- WHAT YOU NEED TO DO -
Repeat the lines from the one containing "has width=972, height=547." through the last line of the data, exactly, pictures omitted.

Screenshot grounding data
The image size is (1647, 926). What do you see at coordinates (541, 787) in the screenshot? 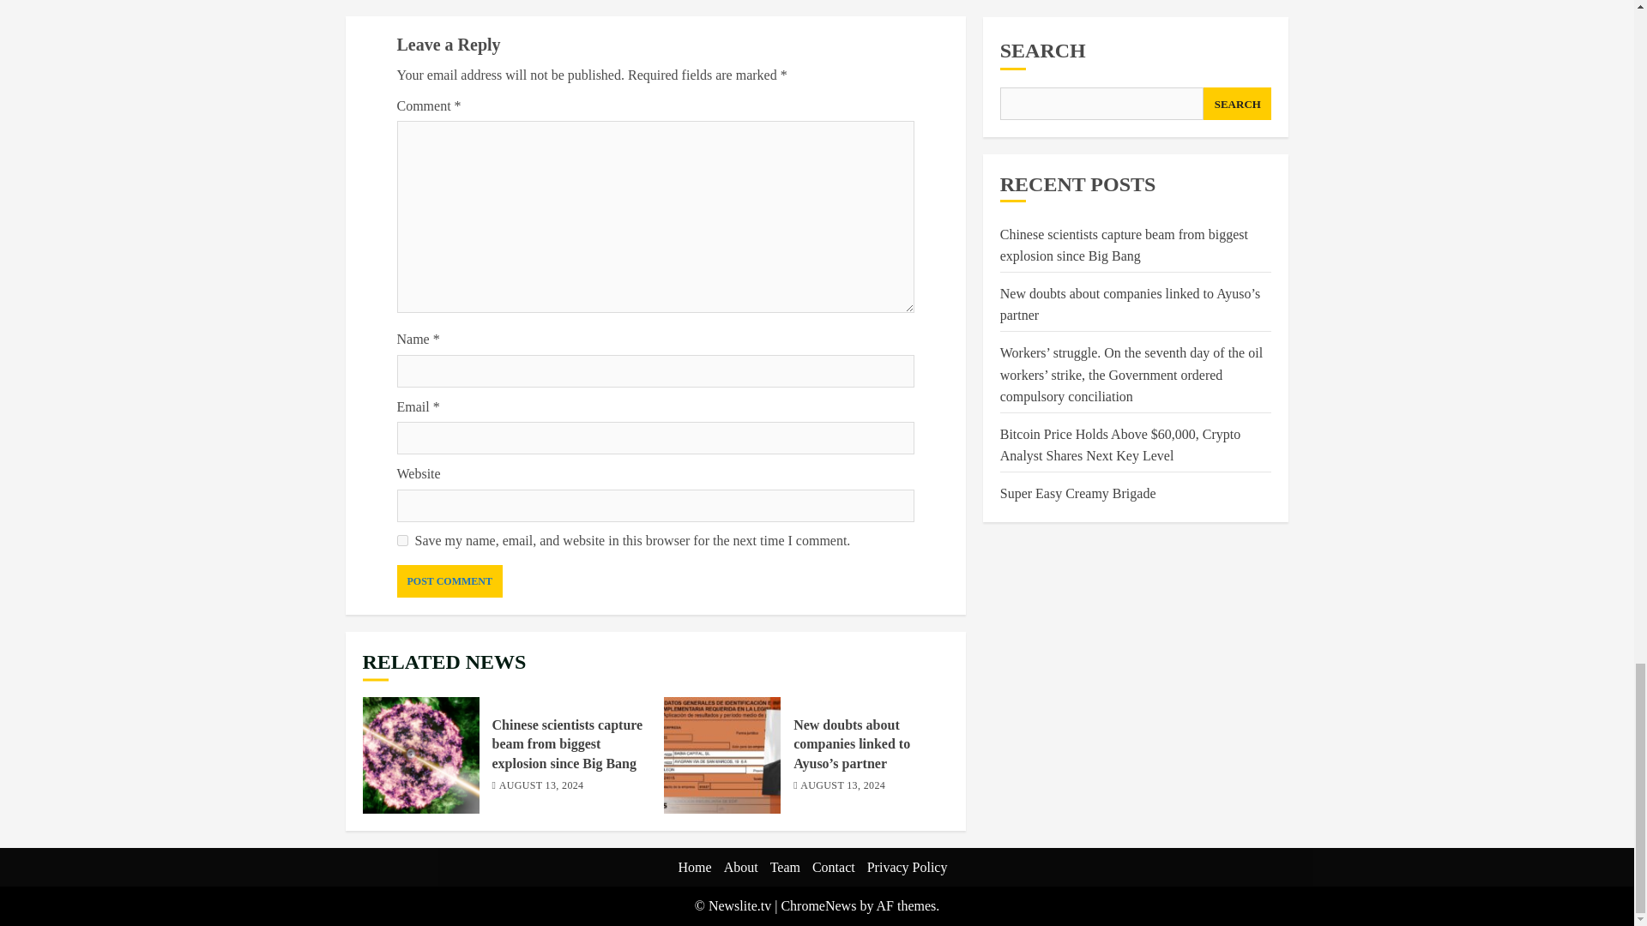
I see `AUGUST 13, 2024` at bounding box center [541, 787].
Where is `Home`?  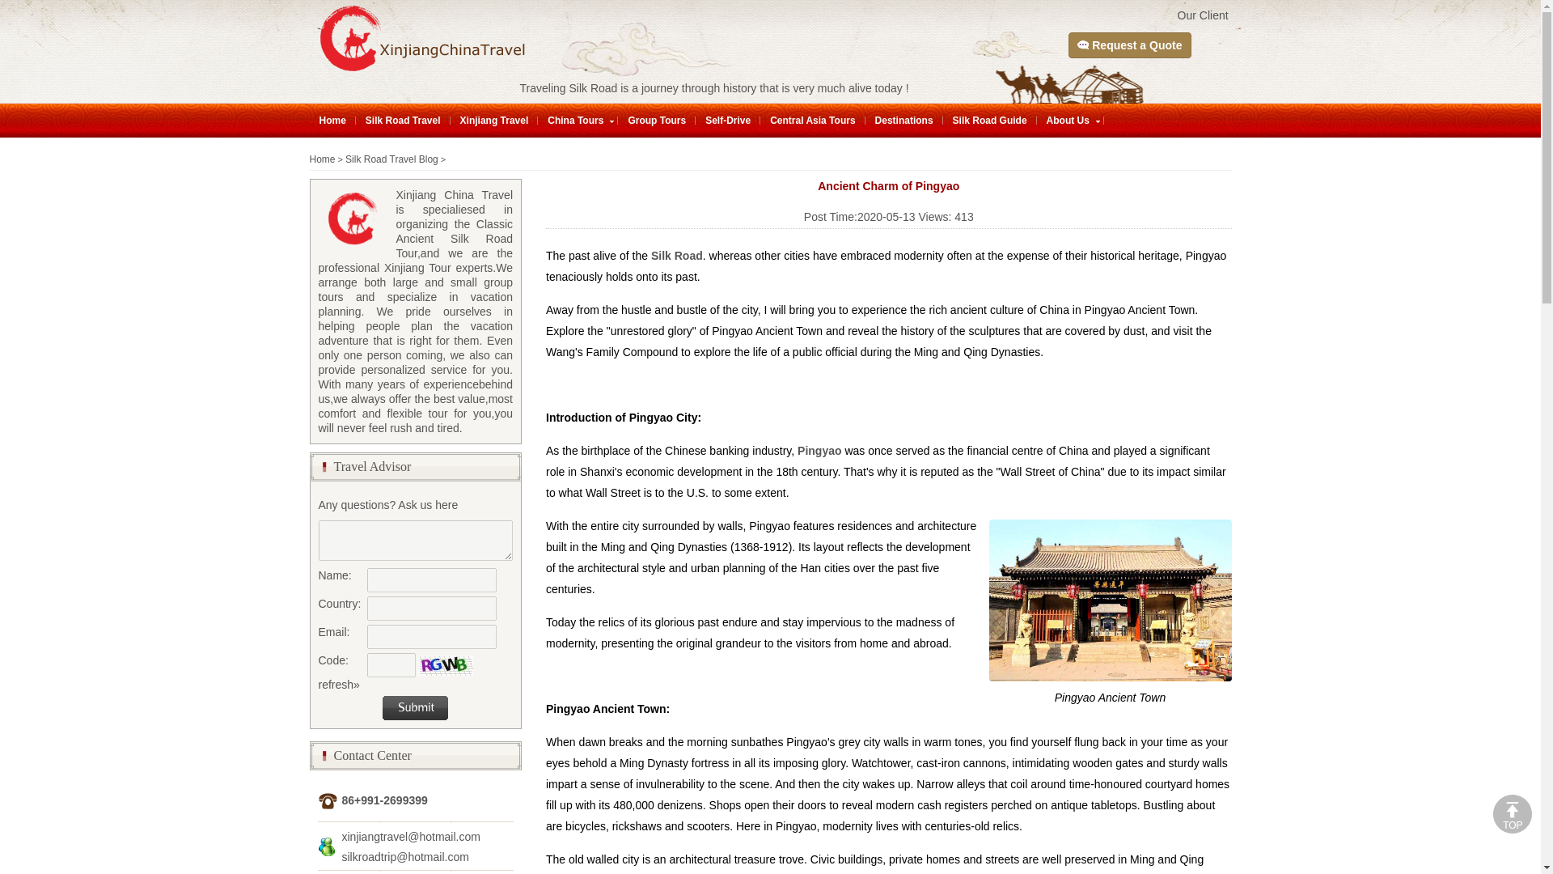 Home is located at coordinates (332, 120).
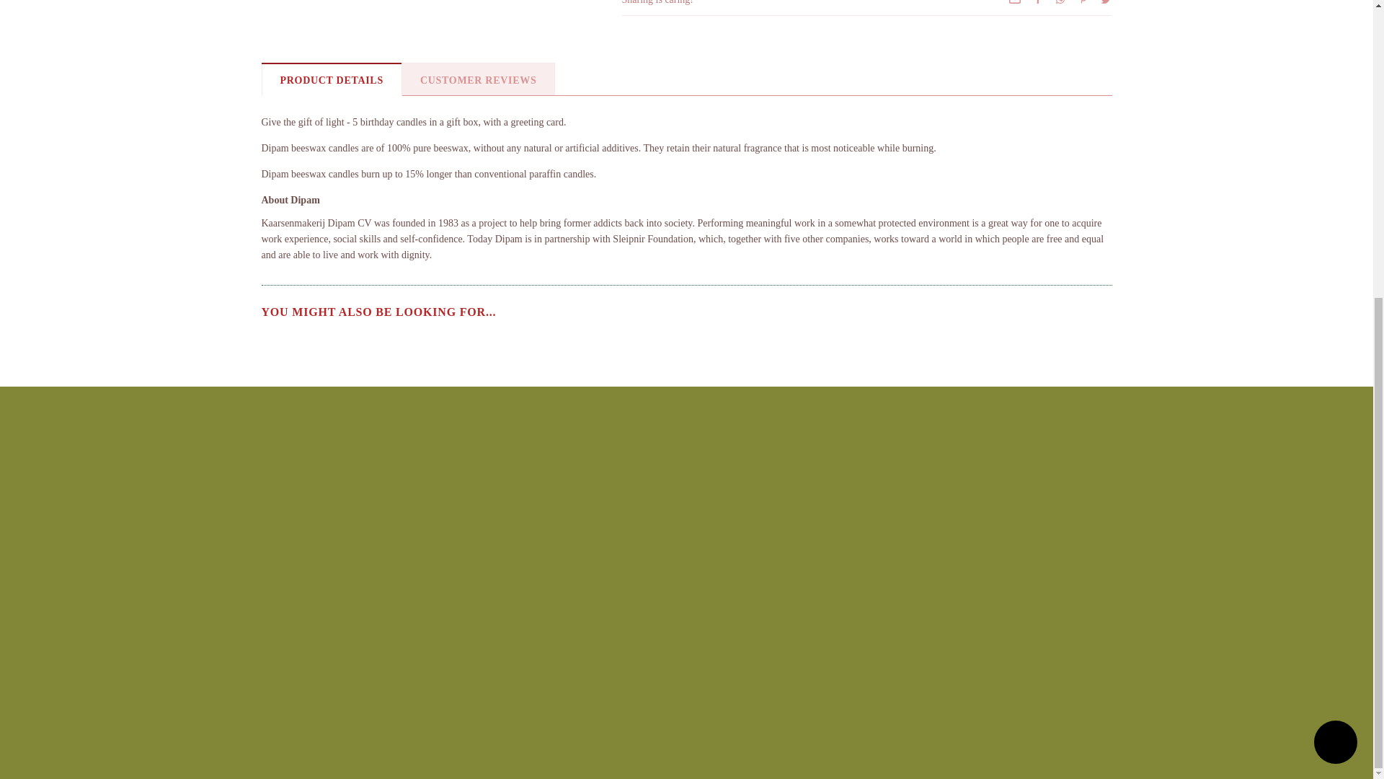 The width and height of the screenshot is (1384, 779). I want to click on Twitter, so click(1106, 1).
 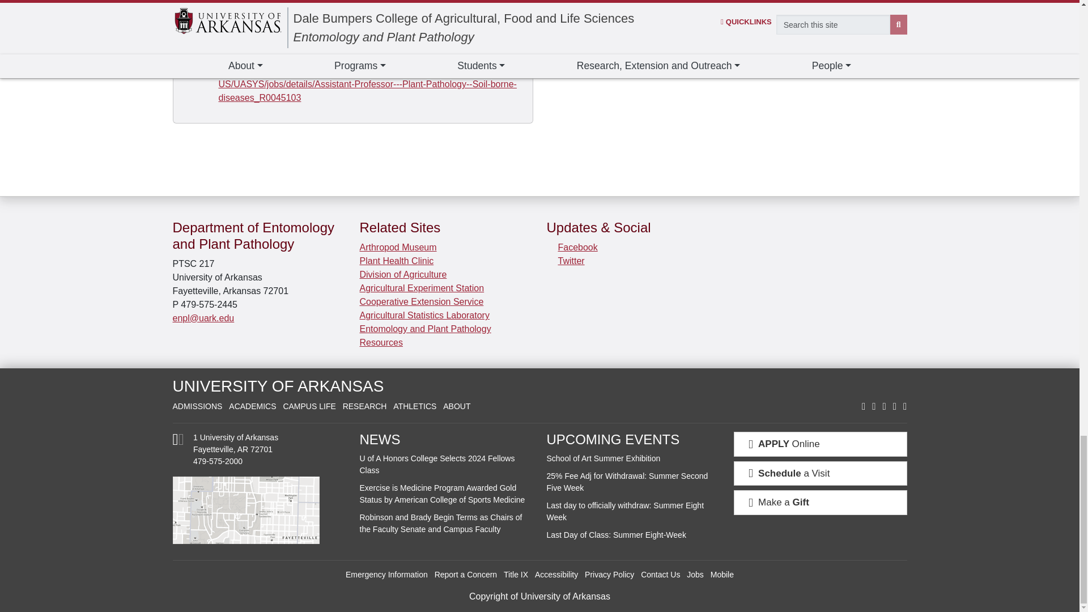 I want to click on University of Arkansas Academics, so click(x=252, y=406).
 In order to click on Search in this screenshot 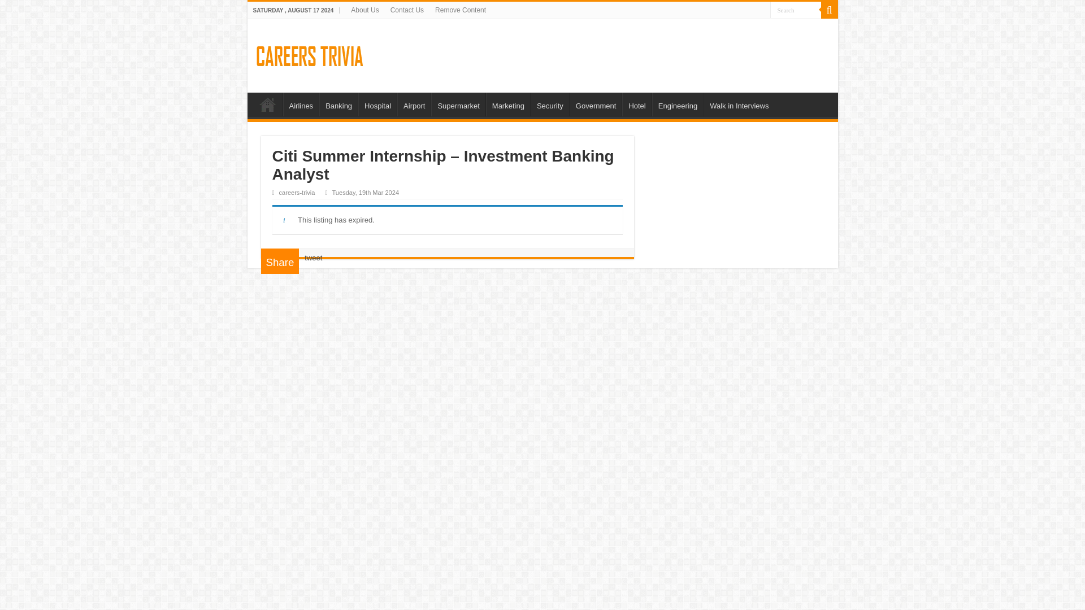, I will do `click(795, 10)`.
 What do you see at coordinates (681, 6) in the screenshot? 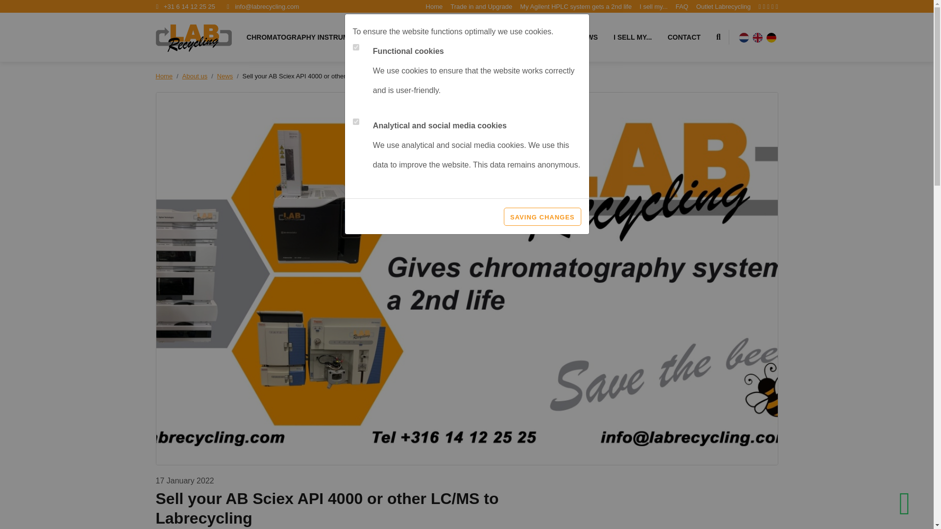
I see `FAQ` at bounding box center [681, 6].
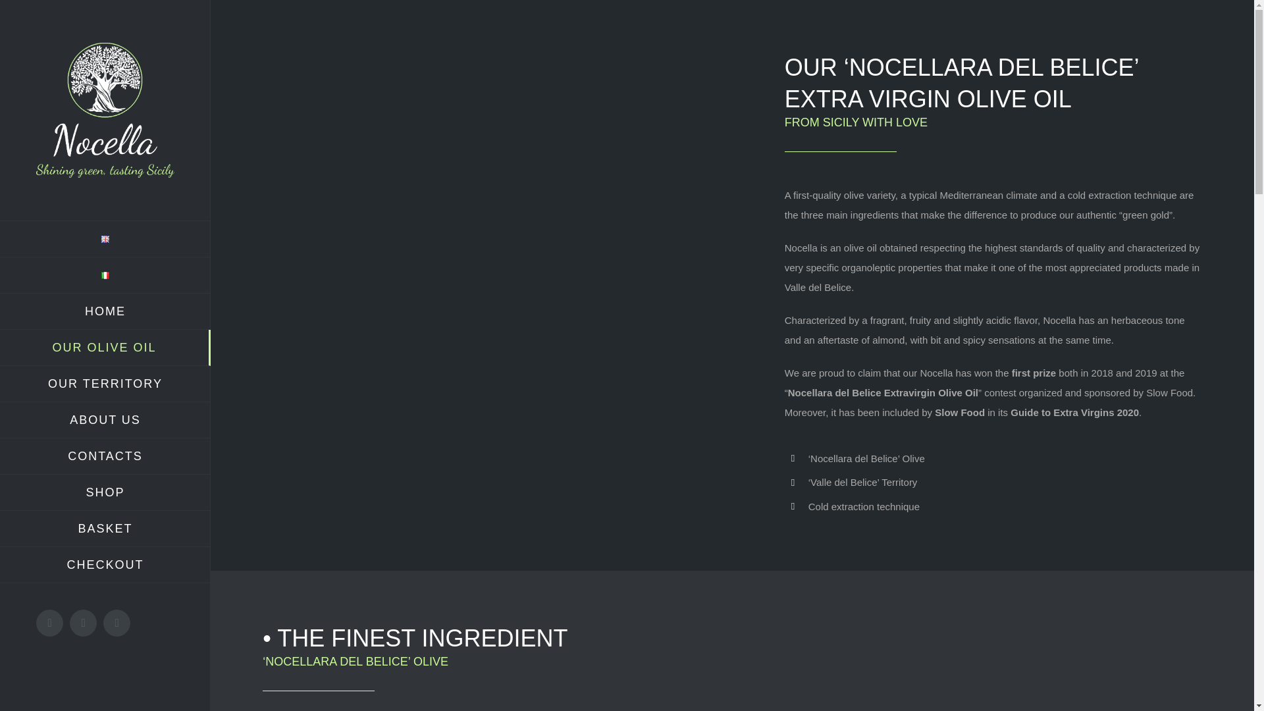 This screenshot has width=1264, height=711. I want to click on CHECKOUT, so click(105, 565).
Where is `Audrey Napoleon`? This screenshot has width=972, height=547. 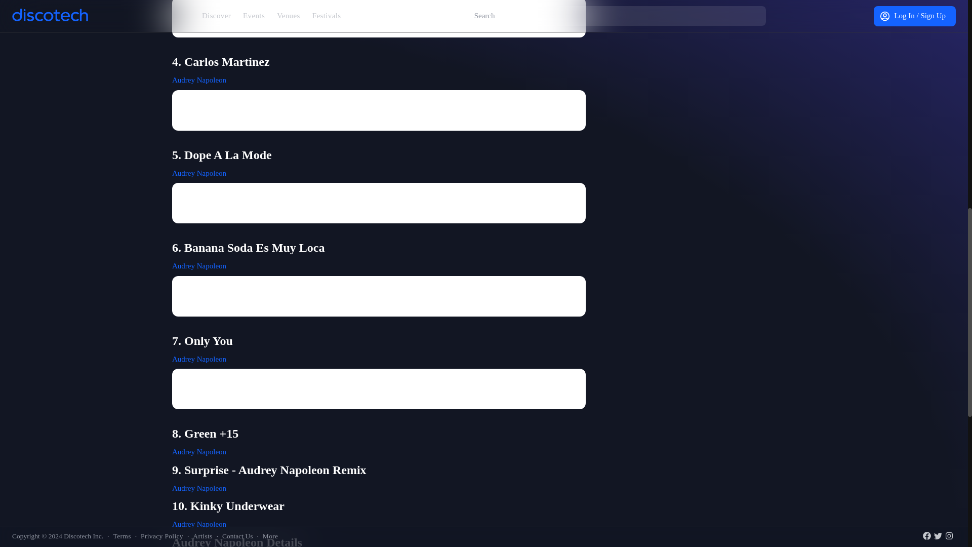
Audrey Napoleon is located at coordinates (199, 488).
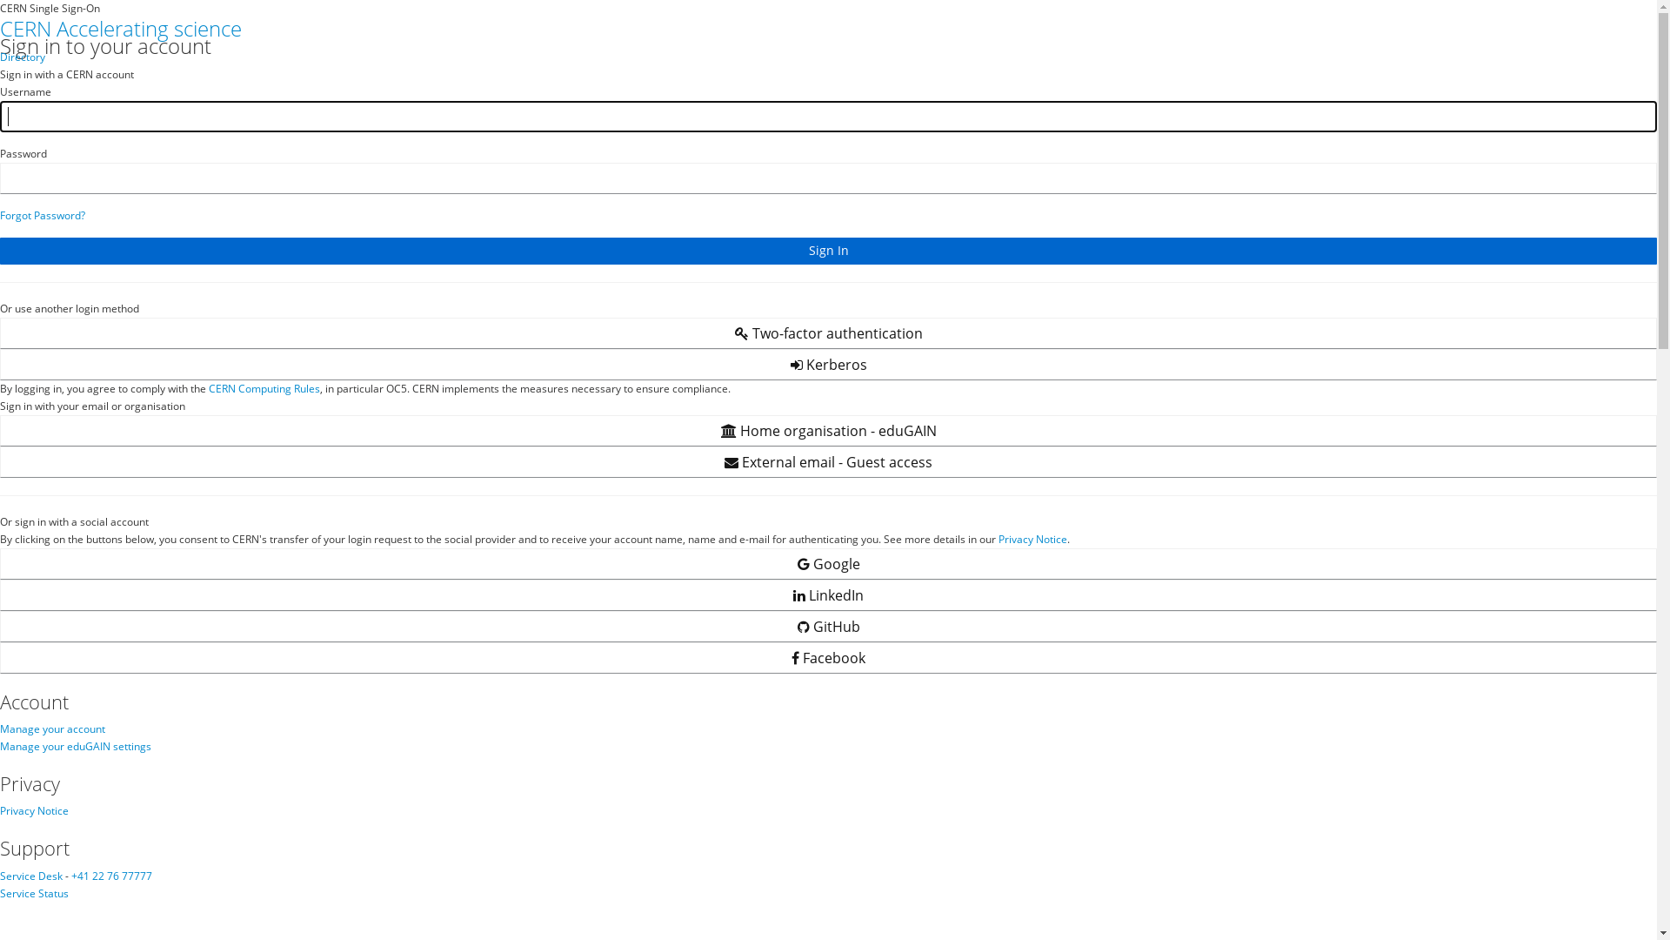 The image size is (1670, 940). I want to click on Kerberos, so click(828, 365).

- OUTPUT FOR THIS TASK -
Where is `Audrey Napoleon`? This screenshot has width=972, height=547. 
Audrey Napoleon is located at coordinates (199, 488).
 The image size is (1670, 940). I want to click on Kerberos, so click(828, 365).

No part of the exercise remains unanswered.